How Ontario Regulation 332/08 binds OMVIC dealers and salespeople: integrity, disclosure, accountability, and the discipline committee process.

The Code of Ethics that governs Ontario’s registered motor vehicle dealers is not a voluntary set of values. It is a regulation, Ontario Regulation 332/08 under the Motor Vehicle Dealers Act, 2002, and every word of it has the force of law. Sections 3 through 9 set the conduct standards; sections 10 through 22 build the discipline committee and the appeals committee that enforce those standards. Section 2 of the regulation states it bluntly: the rules apply despite any contract or waiver to the contrary, so a registrant cannot sign their way out of them.

The Code binds every registrant. That term covers a registered motor vehicle dealer (a corporation, partnership, or sole proprietor) and every registered salesperson the dealer employs or retains. Officers and directors of a corporate dealer who actually trade in vehicles are themselves registrants and personally bound by the Code. Most discipline cases OMVIC publishes turn on a section of this regulation rather than on the parent Act.

What this category covers

This category tests the seven conduct duties in sections 3 through 9 of Ontario Regulation 332/08, the dealer’s responsibility for the conduct of their staff, and the discipline committee process that follows when a registrant breaches the Code. The wholesale disclosure list in section 5 is tested separately under the wholesale disclosure category, but you should still recognise that it lives in the Code.

Key rules to remember

Integrity (section 3)

A registrant must be financially responsible in carrying on business.
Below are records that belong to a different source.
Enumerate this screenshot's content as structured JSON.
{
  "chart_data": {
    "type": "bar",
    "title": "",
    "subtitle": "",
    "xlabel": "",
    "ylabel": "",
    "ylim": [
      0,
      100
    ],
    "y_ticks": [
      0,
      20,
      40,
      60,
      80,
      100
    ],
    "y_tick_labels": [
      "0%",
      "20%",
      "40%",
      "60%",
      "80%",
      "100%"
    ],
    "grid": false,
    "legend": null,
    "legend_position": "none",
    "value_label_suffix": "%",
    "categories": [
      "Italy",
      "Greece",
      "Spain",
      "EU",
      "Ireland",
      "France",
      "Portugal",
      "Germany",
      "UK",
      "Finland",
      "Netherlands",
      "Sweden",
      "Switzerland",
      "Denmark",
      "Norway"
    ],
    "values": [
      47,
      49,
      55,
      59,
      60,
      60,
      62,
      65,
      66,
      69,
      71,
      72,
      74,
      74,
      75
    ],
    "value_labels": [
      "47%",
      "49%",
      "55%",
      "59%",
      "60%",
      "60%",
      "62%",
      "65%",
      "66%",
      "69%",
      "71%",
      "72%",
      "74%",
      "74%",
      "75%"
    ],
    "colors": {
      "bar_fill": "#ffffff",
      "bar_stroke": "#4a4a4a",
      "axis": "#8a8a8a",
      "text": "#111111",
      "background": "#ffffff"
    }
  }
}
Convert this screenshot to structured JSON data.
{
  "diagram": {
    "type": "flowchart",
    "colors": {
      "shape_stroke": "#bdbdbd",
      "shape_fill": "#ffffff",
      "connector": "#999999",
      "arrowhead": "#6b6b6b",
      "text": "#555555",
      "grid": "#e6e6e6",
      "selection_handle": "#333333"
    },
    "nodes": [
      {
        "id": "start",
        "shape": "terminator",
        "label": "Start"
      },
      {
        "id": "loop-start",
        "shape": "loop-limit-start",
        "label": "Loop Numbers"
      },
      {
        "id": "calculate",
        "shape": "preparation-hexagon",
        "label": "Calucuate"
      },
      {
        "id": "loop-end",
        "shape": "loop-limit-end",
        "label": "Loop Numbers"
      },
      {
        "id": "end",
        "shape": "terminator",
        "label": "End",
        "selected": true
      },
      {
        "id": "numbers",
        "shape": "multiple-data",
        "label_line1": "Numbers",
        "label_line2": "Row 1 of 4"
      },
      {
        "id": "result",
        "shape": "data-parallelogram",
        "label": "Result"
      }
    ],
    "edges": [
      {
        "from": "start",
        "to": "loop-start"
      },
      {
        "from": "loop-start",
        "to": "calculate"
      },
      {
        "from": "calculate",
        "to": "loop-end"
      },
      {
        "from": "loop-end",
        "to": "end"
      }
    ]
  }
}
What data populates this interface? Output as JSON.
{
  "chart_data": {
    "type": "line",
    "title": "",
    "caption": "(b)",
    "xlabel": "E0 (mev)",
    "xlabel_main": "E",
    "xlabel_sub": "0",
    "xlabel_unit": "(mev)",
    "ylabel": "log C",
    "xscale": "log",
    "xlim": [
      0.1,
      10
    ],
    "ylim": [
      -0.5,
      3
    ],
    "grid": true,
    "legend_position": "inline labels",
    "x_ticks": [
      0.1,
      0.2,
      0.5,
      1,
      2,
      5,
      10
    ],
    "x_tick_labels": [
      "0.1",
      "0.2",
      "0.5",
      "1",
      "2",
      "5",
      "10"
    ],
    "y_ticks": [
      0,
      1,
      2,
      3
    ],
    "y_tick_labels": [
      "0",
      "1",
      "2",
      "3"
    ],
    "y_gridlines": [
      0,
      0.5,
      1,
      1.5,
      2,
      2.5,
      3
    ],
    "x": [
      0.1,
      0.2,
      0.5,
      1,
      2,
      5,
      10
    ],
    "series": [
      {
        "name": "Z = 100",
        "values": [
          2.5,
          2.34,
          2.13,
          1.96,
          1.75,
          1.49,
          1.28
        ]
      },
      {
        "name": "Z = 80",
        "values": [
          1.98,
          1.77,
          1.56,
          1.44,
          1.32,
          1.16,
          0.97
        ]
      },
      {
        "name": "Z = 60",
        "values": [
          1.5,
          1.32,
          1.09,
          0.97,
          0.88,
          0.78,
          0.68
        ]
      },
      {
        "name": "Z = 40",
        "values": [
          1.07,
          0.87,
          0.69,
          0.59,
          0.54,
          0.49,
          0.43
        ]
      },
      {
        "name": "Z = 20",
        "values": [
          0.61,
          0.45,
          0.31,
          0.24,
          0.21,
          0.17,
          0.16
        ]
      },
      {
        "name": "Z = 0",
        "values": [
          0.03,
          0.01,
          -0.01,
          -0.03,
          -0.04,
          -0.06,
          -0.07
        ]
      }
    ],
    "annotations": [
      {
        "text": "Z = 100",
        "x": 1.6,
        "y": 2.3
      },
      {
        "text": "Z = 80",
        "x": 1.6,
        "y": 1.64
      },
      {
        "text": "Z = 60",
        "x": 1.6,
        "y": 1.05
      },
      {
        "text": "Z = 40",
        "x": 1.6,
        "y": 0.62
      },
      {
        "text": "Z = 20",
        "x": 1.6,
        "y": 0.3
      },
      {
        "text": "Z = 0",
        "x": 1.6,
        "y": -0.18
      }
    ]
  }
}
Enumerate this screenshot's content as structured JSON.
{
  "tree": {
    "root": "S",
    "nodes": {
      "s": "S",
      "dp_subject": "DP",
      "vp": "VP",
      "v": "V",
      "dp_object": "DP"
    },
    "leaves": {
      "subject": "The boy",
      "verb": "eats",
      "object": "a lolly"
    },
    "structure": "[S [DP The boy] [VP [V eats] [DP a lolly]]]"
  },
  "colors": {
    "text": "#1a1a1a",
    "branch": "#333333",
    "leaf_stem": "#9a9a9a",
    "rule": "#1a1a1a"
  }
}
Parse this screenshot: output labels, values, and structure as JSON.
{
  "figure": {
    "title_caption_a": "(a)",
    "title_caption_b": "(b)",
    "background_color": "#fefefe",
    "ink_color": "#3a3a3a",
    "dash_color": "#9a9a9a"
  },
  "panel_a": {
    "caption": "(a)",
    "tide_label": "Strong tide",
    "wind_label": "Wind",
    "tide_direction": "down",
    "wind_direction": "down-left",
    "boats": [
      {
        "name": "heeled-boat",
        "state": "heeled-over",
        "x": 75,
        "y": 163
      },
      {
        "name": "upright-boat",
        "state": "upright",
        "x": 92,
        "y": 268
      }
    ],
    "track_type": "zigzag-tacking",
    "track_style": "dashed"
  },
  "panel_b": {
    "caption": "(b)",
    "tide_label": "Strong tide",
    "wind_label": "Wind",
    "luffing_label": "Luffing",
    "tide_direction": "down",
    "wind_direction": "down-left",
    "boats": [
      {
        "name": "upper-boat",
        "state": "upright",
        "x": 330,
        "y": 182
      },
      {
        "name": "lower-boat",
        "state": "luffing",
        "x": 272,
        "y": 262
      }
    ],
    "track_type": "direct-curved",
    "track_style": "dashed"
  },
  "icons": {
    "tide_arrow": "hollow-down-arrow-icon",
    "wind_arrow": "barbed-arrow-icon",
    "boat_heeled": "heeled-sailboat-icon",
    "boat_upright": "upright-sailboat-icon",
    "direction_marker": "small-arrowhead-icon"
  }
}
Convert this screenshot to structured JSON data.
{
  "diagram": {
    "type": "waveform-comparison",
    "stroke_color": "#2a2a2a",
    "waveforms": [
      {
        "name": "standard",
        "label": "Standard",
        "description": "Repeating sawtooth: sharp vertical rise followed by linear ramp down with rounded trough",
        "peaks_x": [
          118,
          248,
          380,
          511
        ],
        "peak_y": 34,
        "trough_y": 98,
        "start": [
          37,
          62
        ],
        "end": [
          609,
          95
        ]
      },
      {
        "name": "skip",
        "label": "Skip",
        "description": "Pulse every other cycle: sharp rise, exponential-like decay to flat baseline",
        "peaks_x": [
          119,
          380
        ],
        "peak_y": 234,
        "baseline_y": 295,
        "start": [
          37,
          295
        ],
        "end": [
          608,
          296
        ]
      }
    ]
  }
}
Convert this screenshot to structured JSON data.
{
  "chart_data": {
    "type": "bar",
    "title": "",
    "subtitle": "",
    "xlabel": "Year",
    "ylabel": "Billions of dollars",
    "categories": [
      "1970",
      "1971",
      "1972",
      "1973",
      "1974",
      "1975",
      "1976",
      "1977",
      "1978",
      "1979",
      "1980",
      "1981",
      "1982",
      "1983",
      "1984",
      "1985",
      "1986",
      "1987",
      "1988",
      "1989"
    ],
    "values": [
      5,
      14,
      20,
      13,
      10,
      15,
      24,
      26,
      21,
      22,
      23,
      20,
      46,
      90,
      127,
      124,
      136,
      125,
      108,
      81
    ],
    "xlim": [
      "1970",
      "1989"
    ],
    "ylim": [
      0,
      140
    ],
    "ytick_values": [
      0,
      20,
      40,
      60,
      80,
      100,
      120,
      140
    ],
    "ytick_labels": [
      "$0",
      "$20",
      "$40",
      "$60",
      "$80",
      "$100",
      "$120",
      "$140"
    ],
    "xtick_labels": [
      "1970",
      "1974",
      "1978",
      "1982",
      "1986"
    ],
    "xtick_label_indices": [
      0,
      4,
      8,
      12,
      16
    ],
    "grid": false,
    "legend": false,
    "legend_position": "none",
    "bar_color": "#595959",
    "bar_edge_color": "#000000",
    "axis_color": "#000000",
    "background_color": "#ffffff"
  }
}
A registrant must never tell anyone, directly or indirectly, that a payment, commission, or other amount tied to a vehicle trade is fixed or approved by OMVIC, by a government authority, or by any motor vehicle association. Documentation fees, financing rates, and admin charges are set by the dealer, not by the regulator, and saying otherwise is a section 3 breach.

Clear and truthful disclosure and marketing (section 4)

Every description of a vehicle’s features, benefits, and price must be clear and truthful. Every representation made on behalf of the dealer, including advertising, must be legal, decent, ethical, and truthful. Before the dealer enters a contract with a retail customer, the dealer must explain the terms of that contract, including the customer’s financial and other obligations. A salesperson who hands a customer a stack of paper to sign without walking through the financial terms has broken section 4(3).

Wholesale disclosure (section 5)

Section 5 sets out the list of facts a dealer must disclose in the contract when selling or leasing a vehicle to another registered dealer. The list includes total kilometres, prior daily-rental, taxi, limousine, police, or emergency-services use, fire damage, flood damage, structural damage, total-loss declaration, branded titles under section 199.1 of the Highway Traffic Act, and any incident with repair costs over $3,000. Dealer-to-dealer disclosure feeds retail disclosure: if the upstream dealer hides a fact, the downstream dealer cannot disclose it to the customer.

Accountability (section 6)

A dealer must ensure every salesperson the dealer employs or retains carries out their duties in compliance with the regulation. A salesperson must not do, or fail to do, anything that causes their dealer to contravene the regulation or any other law about trading in vehicles. The Code makes the dealer responsible for the salesperson’s conduct on the floor, and the salesperson responsible for not pulling the dealer into a breach.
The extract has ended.